An alternative to using buildx is building and pushing Linux/ARM64 docker images using docker build. But, in that case, we must create images with different names for ARM64. Also, users need to have ARM64 machines to build the ARM64 images on the host platform.

If you are interested in the docker buildx approach, I will raise the PR with the same changes as shared above. Or else, I will edit the Makefile to create separate images for Linux/ARM64, with separate names and targets for the docker build approach.

Kindly share your opinion on the same.

odidev commented 2 years ago

Hi Team,

A gentle reminder!!!...can you please review the commit shared in my previous comment? Kindly share your opinion.

odidev commented 2 years ago

Hi Team,

A gentle reminder!!!...can you please review the commit shared here? Kindly share your opinion.

cheyang commented 2 years ago

@odidev Thanks very much for your contribution! And very sorry for missing your latest comments.

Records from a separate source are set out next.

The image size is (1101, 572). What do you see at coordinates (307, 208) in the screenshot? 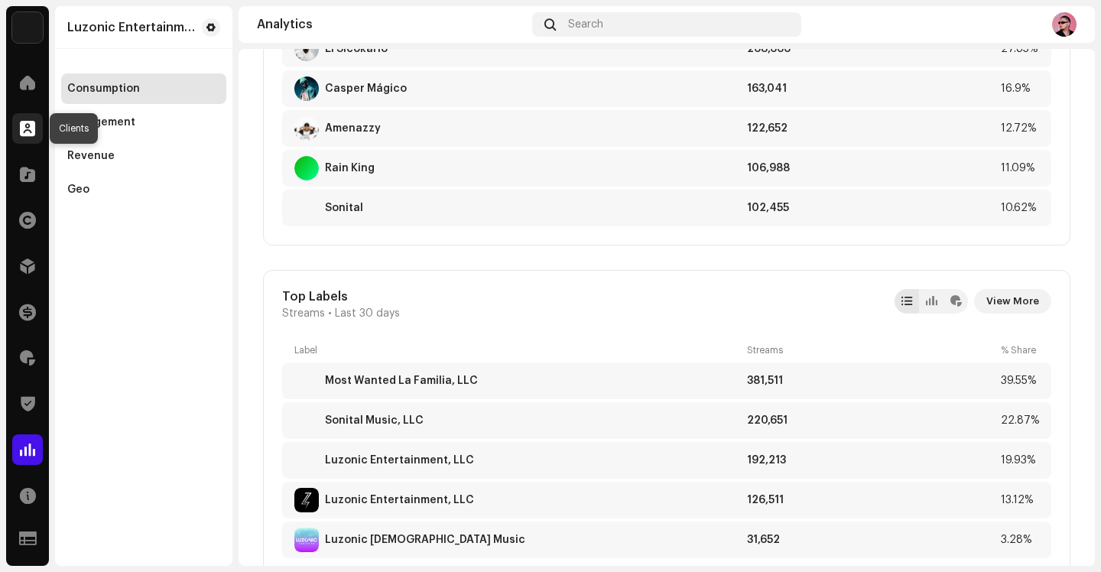
I see `img: 8BA0ABB8-D93E-4C58-AF07-B0504069DA8C` at bounding box center [307, 208].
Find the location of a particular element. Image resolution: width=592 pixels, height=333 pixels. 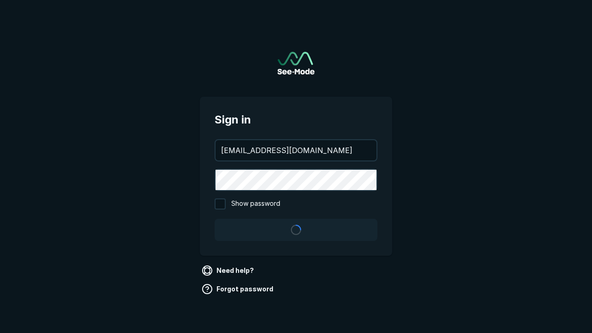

I think buildx is cool, and you are welcome to contribute.

cheyang commented 2 years ago

odidev@17f669e

I like the way Docker buildx uses qemu emulator : < https://github.com/odidev/fluid/commit/17f669e181d8db5edd5be8e5e65502668d0b9aad >.

And I think it may be great, if you can create several small PRs to locate different issues:

  1. Update gomonkey version to 2.2.0
  2. Support both build and buildx in Makefile, I like the way that both using image-nightly and image-nightly-buildx: https://github.com/juicedata/juicefs-csi-driver/blob/master/Makefile#L51-L64. . Maybe we can use build for daily development, buildx for release.

What do you think?

odidev commented 2 years ago

Sure @cheyang , I will soon raise separate PR for each concern. Thank you for the response.